The health authority is collecting evidence to prove the research results, but marketing of these products in China will not be curtailed before it has enough proof, the officials said.

Attention was aroused yesterday when the Guangzhou Evening News newspaper quoted research published earlier this month by US-based Healthcare Without Harm, a coalition advocating environmental practices of the health care industry.

According to the research, 34 top brand cosmetics on sale in Sweden and Britain contain phthalates, chemicals likely to result in cancers and infertility. Products covered in the research include the perfumes of Lancome's Tresor, Christian Dior's Poison, Channel No. 5 and Calvin Klein's Eternity.

With similar constitutions to vegetable oil, phthalates are incorporated into products as plasticizers to make them durable and more resistant to breaking, according to www.phthalates.org. In perfumes they are used to make the fragrance linger longer.

Chinese customers have responded quickly to the poison report, according to cosmetics companies.

A worker at Christian Dior's Beijing office said the phone lines haven't stopped since yesterday with customers asking questions about the report. She said she has called the company's China headquarters in Shanghai to probe into the report.

Other cosmetics companies also said they have received calls from local customers.

Customers seem to be over-reacting, however, according to officials of the China Association of Flavor, Fragrance and Cosmetics Industry (CAFFCI), who said they haven't yet received complaints about poison in the 34 listed products.

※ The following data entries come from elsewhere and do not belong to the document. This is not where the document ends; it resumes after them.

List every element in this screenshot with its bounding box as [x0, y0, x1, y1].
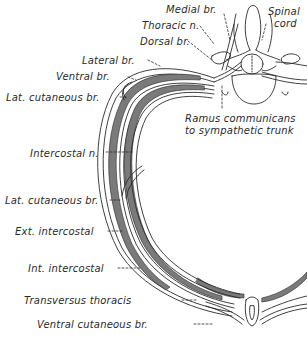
- label-transversus-thoracis: Transversus thoracis: [24, 295, 131, 306]
- label-lat-cutaneous-branch-lower: Lat. cutaneous br.: [5, 195, 99, 206]
- label-ext-intercostal: Ext. intercostal: [15, 226, 94, 237]
- label-dorsal-branch: Dorsal br.: [140, 36, 190, 47]
- sternum: [206, 296, 307, 326]
- label-ventral-branch: Ventral br.: [56, 71, 110, 82]
- label-ramus-communicans-line2: to sympathetic trunk: [185, 125, 294, 137]
- label-ramus-communicans-line1: Ramus communicans: [185, 113, 296, 125]
- right-nerve-stub: [262, 62, 307, 84]
- label-spinal-cord-line2: cord: [274, 18, 297, 30]
- thoracic-nerve-diagram: [0, 0, 307, 343]
- label-int-intercostal: Int. intercostal: [28, 263, 104, 274]
- label-thoracic-nerve: Thoracic n.: [142, 20, 199, 31]
- label-medial-branch: Medial br.: [166, 4, 217, 15]
- label-ventral-cutaneous-branch: Ventral cutaneous br.: [37, 319, 148, 330]
- label-lateral-branch: Lateral br.: [82, 55, 135, 66]
- label-intercostal-nerve: Intercostal n.: [30, 148, 99, 159]
- label-spinal-cord-line1: Spinal: [268, 6, 300, 18]
- label-lat-cutaneous-branch-upper: Lat. cutaneous br.: [6, 92, 100, 103]
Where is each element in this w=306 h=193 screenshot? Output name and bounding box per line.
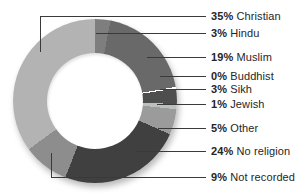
legend-name: Muslim bbox=[233, 51, 272, 63]
legend-pct: 3% bbox=[211, 83, 227, 95]
legend-label-muslim: 19% Muslim bbox=[211, 51, 272, 63]
leader-line-elbow bbox=[51, 153, 52, 177]
legend-label-jewish: 1% Jewish bbox=[211, 98, 265, 110]
legend-label-hindu: 3% Hindu bbox=[211, 27, 260, 39]
legend-name: Christian bbox=[233, 10, 280, 22]
legend-pct: 35% bbox=[211, 10, 233, 22]
leader-line bbox=[40, 16, 206, 17]
legend-label-not-recorded: 9% Not recorded bbox=[211, 171, 295, 183]
leader-line bbox=[160, 76, 206, 77]
leader-line bbox=[147, 57, 206, 58]
donut-hole bbox=[47, 53, 143, 149]
legend-pct: 9% bbox=[211, 171, 227, 183]
legend-label-other: 5% Other bbox=[211, 122, 258, 134]
legend-pct: 0% bbox=[211, 70, 227, 82]
legend-name: Not recorded bbox=[227, 171, 295, 183]
legend-name: Other bbox=[227, 122, 258, 134]
legend-name: Jewish bbox=[227, 98, 264, 110]
leader-line-elbow bbox=[40, 16, 41, 52]
legend-pct: 19% bbox=[211, 51, 233, 63]
legend-label-no-religion: 24% No religion bbox=[211, 145, 290, 157]
leader-line bbox=[158, 128, 206, 129]
legend-label-buddhist: 0% Buddhist bbox=[211, 70, 274, 82]
religion-donut-chart: 35% Christian3% Hindu19% Muslim0% Buddhi… bbox=[0, 0, 306, 193]
leader-line bbox=[96, 33, 206, 34]
leader-line bbox=[157, 104, 206, 105]
legend-label-sikh: 3% Sikh bbox=[211, 83, 252, 95]
legend-label-christian: 35% Christian bbox=[211, 10, 281, 22]
legend-pct: 3% bbox=[211, 27, 227, 39]
legend-name: Buddhist bbox=[227, 70, 274, 82]
legend-pct: 1% bbox=[211, 98, 227, 110]
leader-line bbox=[51, 177, 206, 178]
legend-pct: 5% bbox=[211, 122, 227, 134]
leader-line bbox=[135, 151, 206, 152]
legend-name: Sikh bbox=[227, 83, 252, 95]
legend-name: Hindu bbox=[227, 27, 259, 39]
legend-name: No religion bbox=[233, 145, 290, 157]
leader-line bbox=[160, 89, 206, 90]
legend-pct: 24% bbox=[211, 145, 233, 157]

"Since the research was conducted on animals, it's too early to say if they will have the same effect on human beings," they said.

According to www.phthalate.org, which is sponsored by Phthalate Esters Panel (the Panel) of the American Chemistry Council, phthalates are safe for daily use. PEP says if phthalates make their way into the human body, they don't accumulate in animals or humans, they break down quickly and are excreted.

The panel is composed of all major manufacturers and some users of the primary phthalate esters in commerce in the United States.